The Gambia’s lawsuit was submitted to the UN’s top court in 2019 and accuses Myanmar’s authorities of violating the UN’s genocide convention during a brutal crackdown on the Rohingya by the army and Buddhist militias in 2017.
Witnesses reported murders, rape, and the burning of entire villages, with over 742, 000 Rohingya escaping the bloodshed.
In response, the ICJ, which decides disputes between nations, issued an order for Myanmar to “take all measures within its power” in 2020 to stop a genocide.
The Gambia’s minister of justice Dawda Jallow stated at a special high-level UN General Assembly (UNGA) meeting on the situation of the Rohingya in September this year that he anticipated a ruling from the court “soon after” the public hearings in January.
“We almost six years ago filed our case,” the statement read. We are now getting ready for the oral argument on the merits of this case, which the court has scheduled for mid-January 2026,” Jallow said.

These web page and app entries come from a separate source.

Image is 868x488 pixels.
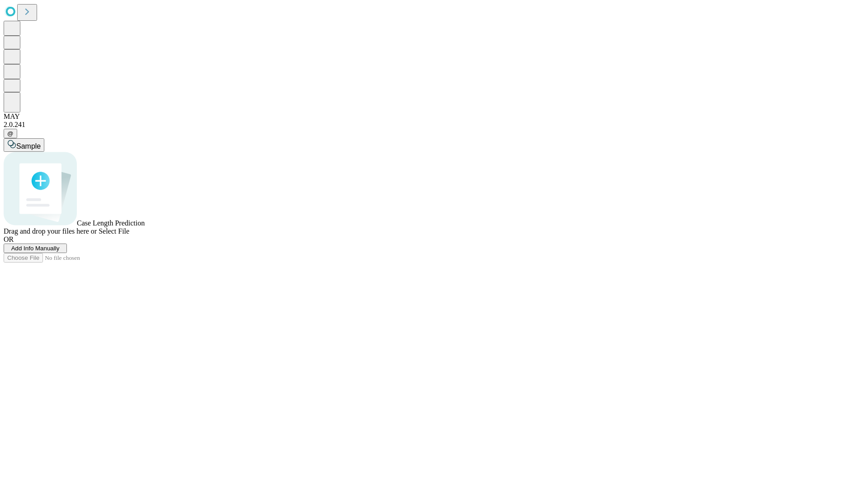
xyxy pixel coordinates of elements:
span: Case Length Prediction [77,219,145,227]
button: Sample [4,138,44,152]
span: Drag and drop your files here or [4,228,97,235]
span: @ [7,130,13,137]
span: Sample [16,142,41,150]
div: 2.0.241 [4,120,864,129]
div: MAY [4,113,864,120]
button: @ [4,129,17,138]
span: Select File [99,228,129,235]
span: Add Info Manually [12,245,60,252]
span: OR [4,235,13,243]
button: Add Info Manually [4,243,67,253]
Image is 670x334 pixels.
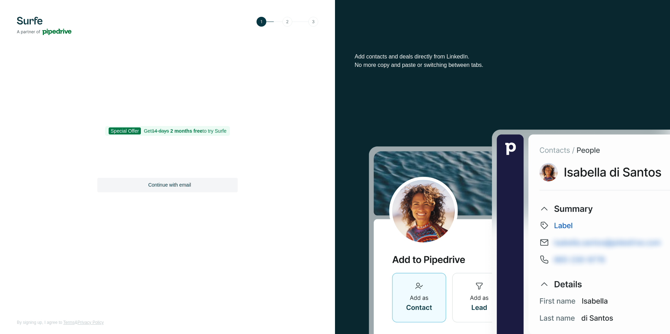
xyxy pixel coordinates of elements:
p: No more copy and paste or switching between tabs. [354,61,650,69]
img: Surfe Stock Photo - Selling good vibes [368,129,670,334]
iframe: Sign in with Google Button [94,159,241,174]
img: Step 1 [256,17,318,27]
img: Surfe's logo [17,17,71,35]
span: Get to try Surfe [144,128,226,134]
span: Special Offer [109,127,141,134]
h1: Bring LinkedIn data to Pipedrive in a click. [354,20,650,48]
span: By signing up, I agree to [17,320,62,325]
b: 2 months free [170,128,202,134]
span: & [75,320,77,325]
p: Add contacts and deals directly from LinkedIn. [354,53,650,61]
h1: Sign up to start prospecting on LinkedIn [97,140,237,150]
span: Continue with email [148,181,191,188]
a: Terms [63,320,75,325]
a: Privacy Policy [77,320,104,325]
s: 14 days [152,128,169,134]
iframe: Sign in with Google Dialog [526,7,663,95]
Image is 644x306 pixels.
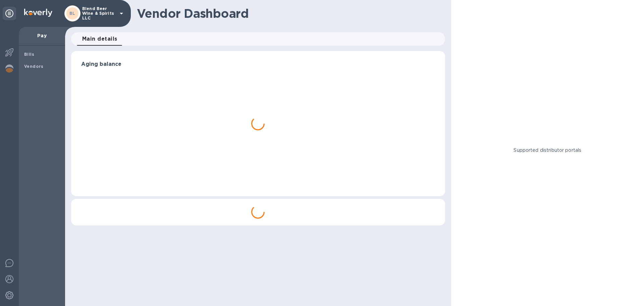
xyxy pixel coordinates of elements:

The Gambia will make a case for Myanmar’s role in the Rohingya genocide, adding that it must compensate its victims.
The Women’s Peace Network-Myanmar executive director Wai Wai Nu stated to Al Jazeera in September that the number of nations that have “in actuality very powerful” have intervened in support of The Gambia’s case at the ICJ.
According to Wai Wai Nu, “they could come together and put an end to the ongoing atrocities against the Rohingya in Rakhine State,” adding that the UN Security Council could also intervene without the ICJ’s intervention.
Prior to 2017, only about one million Rohingya people lived in Myanmar, or 55 million people, and their entire communities fled into Bangladesh as the military campaign against ethnic cleansing grew.
More than one million Rohingya reside in Cox’s Bazar, Bangladesh’s largest refugee camp, and other countries have been pressing for them to intervene and take on the burden of hosting a sizable number of refugees.